A Vercel-style workflow — on infrastructure we own
live, self-hosted · preview deploy
Why not Vercel, Railway, or Render?
Self-hosted PaaS
Managed cloud
Cost
Flat VPS bill
Per-seat + bandwidth + invocations
Lock-in
Our Docker, our box
Proprietary platform
Data residency
We pick region & provider
Their regions
The building blocks
Every PaaS is the same five roles — Coolify and Dokploy just pick the tools.
Container runtime
Docker
Packages each app with its dependencies and runs it isolated from the others on one host.
Builder
Nixpacks
Turns plain source into a runnable image — no Dockerfile to write or maintain.
Reverse proxy
Traefik
One public entry point; routes each domain to its container and terminates TLS.
Control plane
Coolify / Dokploy
The orchestrator + UI that holds desired state and drives the other four.
Deploy trigger
GitHub App
Git is the interface — a push is the deploy command.
You're looking at it
🔒https://deck.dokploy.theoriekennis.com
A Next.js app in a GitHub repo, deployed on our self-hosted box — served from this URL with automatic Let's Encrypt SSL.
What's running on the box
UsersHTTPS · Let's Encrypt
↓
Hetzner VPS · Docker
Traefik — reverse proxyterminates SSL · routes by domain
↓
Next deckdemo.…
TanStack deckdemo2.…
PR previewpr-123.demo.…
PaaS control plane
coolify / dokploypostgresredis
How a push becomes a deploy
Three open pieces do the work — no Dockerfile, no CI to wire.
GitHub App
the trigger
Installed on the repo. Every push or PR fires a webhook; the PaaS clones with a short-lived token — no deploy keys or personal access tokens to manage.
Nixpacks
the build
Inspects the repo, detects pnpm from the lockfile, and builds a container image — zero-config, no Dockerfile to write or maintain. Default builder on both platforms.
Traefik
the front door
Shared reverse proxy used by both Coolify and Dokploy. Routes each domain to the right container and terminates TLS, auto-issuing & renewing Let's Encrypt certs.
git push → build → deploy → HTTPS — each step handed to one open-source piece.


What is needed
Please reproduce all entries word for word and omit their pictures.

Entries from a visual dataset
=== Begin Enclosure ===

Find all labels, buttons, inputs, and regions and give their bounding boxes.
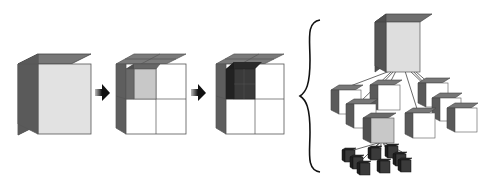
arrow-icon xyxy=(95,84,110,101)
tree-level1-node xyxy=(447,103,478,132)
tree-level1-node xyxy=(405,108,436,138)
octree-diagram: Octree subdivision xyxy=(0,0,496,186)
arrow-icon xyxy=(191,84,206,101)
first-subdivision-cube xyxy=(116,54,186,134)
highlighted-octant xyxy=(126,64,160,99)
tree-level1-node-highlighted xyxy=(363,113,396,143)
octree-tree xyxy=(331,14,478,175)
tree-root-node xyxy=(375,14,432,72)
tree-level2-nodes xyxy=(342,144,412,175)
curly-brace xyxy=(300,20,320,172)
second-subdivision-cube xyxy=(216,54,284,134)
root-cube xyxy=(18,54,91,135)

=== End Enclosure ===

Written response
Find all labels, buttons, inputs, and regions and give their bounding boxes.
arrow-icon xyxy=(95,84,110,101)
tree-level1-node xyxy=(447,103,478,132)
tree-level1-node xyxy=(405,108,436,138)
octree-diagram: Octree subdivision xyxy=(0,0,496,186)
arrow-icon xyxy=(191,84,206,101)
first-subdivision-cube xyxy=(116,54,186,134)
highlighted-octant xyxy=(126,64,160,99)
tree-level1-node-highlighted xyxy=(363,113,396,143)
octree-tree xyxy=(331,14,478,175)
tree-root-node xyxy=(375,14,432,72)
tree-level2-nodes xyxy=(342,144,412,175)
curly-brace xyxy=(300,20,320,172)
second-subdivision-cube xyxy=(216,54,284,134)
root-cube xyxy=(18,54,91,135)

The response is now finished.